- This was such a great game. There was so much diversity among the enemies and they would attack each other as well as you. Non-stop action and so much going on at once, you couldn't turn your attention away from it for a second.
- I can't believe those are Apple II graphics, and one with only 48k too!
- I remember when the WDC homepage featured a big Terbium section trying to build hype for a 32-bit CPU. I got so excited over the idea at first but it clearly wasn't going anywhere. ARM has done a great job filling that niche in the meantime.
- I'm happy with my v1 but the DaynaPORT emulation in the v2 makes this a tempting upgrade.
The net result is one does get the full 1Mhz available.
On a C64, for example, the clock is very similar, but the CPU is halted a lot for video DMA to happen. Now, that DMA is for redefinable character graphics and sprites, so it is worth the wait because the CPU would be much slower.
The end result is doing all bitmap graphics on a C64 seems very slow compared to doing the same thing on an Apple ][ computer.
The other thing in play is Apple programmers often take advantage of self modifying code as well as the byte boundaries to maximize what speed they can get just pushing pixels.
For a great example of this in the arcade, the Williams game DEFENDER does all its drawing on a bitmap and uses a 1Mhz 6809. To be fair, Williams did set the bitmap addressing up much better than the Apple ended up with, but still.
An 8 bit CPU can do more than one might think, given a simple no wait state bitmap.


▶ [PROBLEM DETAILS]: Copies of all lines that contain "valve" are needed; take them from the data below.

▶ [INPUT]:
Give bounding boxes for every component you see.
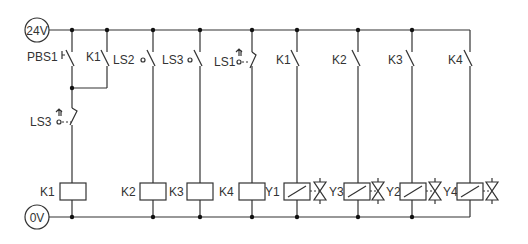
coil-k3 [187,183,213,200]
contact-label-k1-hold: K1 [86,50,101,64]
coil-label-k3: K3 [169,185,184,199]
actuator-arrow-icon [56,109,62,116]
ladder-diagram: 24V 0V PBS1 K1 LS3 K1 LS2 [0,0,528,244]
valve-label-y3: Y3 [329,185,344,199]
coil-k4 [239,183,265,200]
actuator-arrow-icon [236,49,242,56]
contact-label-ls3-nc: LS3 [30,115,52,129]
contact-label-ls2: LS2 [113,53,135,67]
supply-24v-label: 24V [26,24,47,38]
coil-k2 [140,183,166,200]
supply-0v-terminal: 0V [25,205,49,229]
contact-label-pbs1: PBS1 [27,50,58,64]
rung-2: LS2 K2 [113,30,166,217]
coil-label-k4: K4 [219,185,234,199]
pushbutton-icon [62,51,65,59]
contact-label-k4: K4 [448,53,463,67]
contact-label-ls3: LS3 [162,53,184,67]
rung-4: LS1 K4 [214,30,265,217]
supply-24v-terminal: 24V [25,18,49,42]
valve-icon [372,182,384,200]
contact-label-k2: K2 [332,53,347,67]
coil-label-k2: K2 [121,185,136,199]
valve-label-y2: Y2 [386,185,401,199]
coil-label-y1: Y1 [265,185,280,199]
coil-label-k1: K1 [40,185,55,199]
coil-k1 [60,183,86,200]
contact-label-k3: K3 [388,53,403,67]
valve-label-y4: Y4 [443,185,458,199]
rung-3: LS3 K3 [162,30,213,217]
supply-0v-label: 0V [30,211,45,225]
contact-label-ls1: LS1 [214,55,236,69]
rung-1: PBS1 K1 LS3 K1 [27,30,109,217]
contact-label-k1: K1 [276,53,291,67]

▶ [ANSWER AREA]:
valve-label-y3: Y3 [329,185,344,199]
valve-icon [372,182,384,200]
valve-label-y2: Y2 [386,185,401,199]
valve-label-y4: Y4 [443,185,458,199]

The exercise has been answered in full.